If everything works out, the Buddy Roemer boomlet should be perfectly timed to sweep him to victory in the Iowa caucus and make him the Republican nominee for president. OK, I'm kidding (and in case you were wondering, Buddy Roemer is a former Louisiana governor and congressman who is running for president, but for some reason, he's considered "fringe" and ignored while a half-dozen equally clownish candidates are allowed to participate in the debates). But watching the Newt Gingrich surge-he's now leading the Republican field in some polls-you could almost believe that every candidate, including Roemer, will eventually get their day atop the field. I haven't gone back and checked (my personal awareness only dates back to 1988), but has there ever been a presidential primary race that has cycled through this many front-runners? We've had Romney, Trump, Bachmann, Perry, Cain, and now Gingrich atop at least some poll at some time or another. I think our old friend Sarah Palin (remember her?) may have led at one point, too.
Just as remarkable as the volatility is the fact that only two of these candidates, Romney and Perry, are remotely plausible nominees. No one who knows a thing about politics actually believed that Donald Trump could mount a serious campaign, or that Michele Bachmann could, or that Herman Cain could. And clear-eyed Republicans view the idea of Gingrich as the GOP nominee with horror. There's a reason Gingrich is so unpopular. He's personally unlikeable, a self-important blowhard whose default mode is sneering contempt for everyone around him. He's reckless and unpredictable. He's got a private history of despicable behavior, cheating on two wives and then dumping them for younger models. His record of flip-flops puts Mitt Romney's to shame. Even if the economy fails to accelerate before next November, there is simply no way Newt Gingrich could beat Barack Obama.

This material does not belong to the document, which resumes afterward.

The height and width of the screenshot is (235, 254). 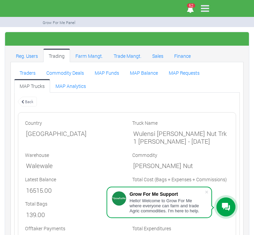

So what's behind his current surge? Little more than a process of elimination. Once Herman Cain turned out to be not such a great idea, they had to turn somewhere, and their remaining non-Romney, highly conservative choices basically come down to Newt and Rick Santorum. But there's still no evidence that Gingrich is mounting anything resembling an actual campaign. So he'll peter out before long.
Which, I'm guessing, is just fine with him. Since he left Congress in the mid-90s, Gingrich has managed to create an empire of personality unmatched among formerly influential politicians, a veritable GloboNewtCorp. He's got multiple "nonprofit" organizations whose goal appears to be little more than promoting Newt. He publishes books written "with" ghostwriters, he makes documentary films, he gets invited on the Sunday shows to give his opinions. He convinces groups to give him large amounts of money for basically nothing-like the way Freddie Mac paid him at least $1.6 million to have a couple of chats with top executives and give a speech (Newt hilariously claims that he was offering his services as "a historian").
GloboNewtCorp will be greatly enhanced by this presidential race. As will Herman Cain's motivational-speaking business, as will Michele Bachmann's position as a leader of the unhinged right. It turns out that running for president is a shrewd business move, so long as you aren't actually trying to become president.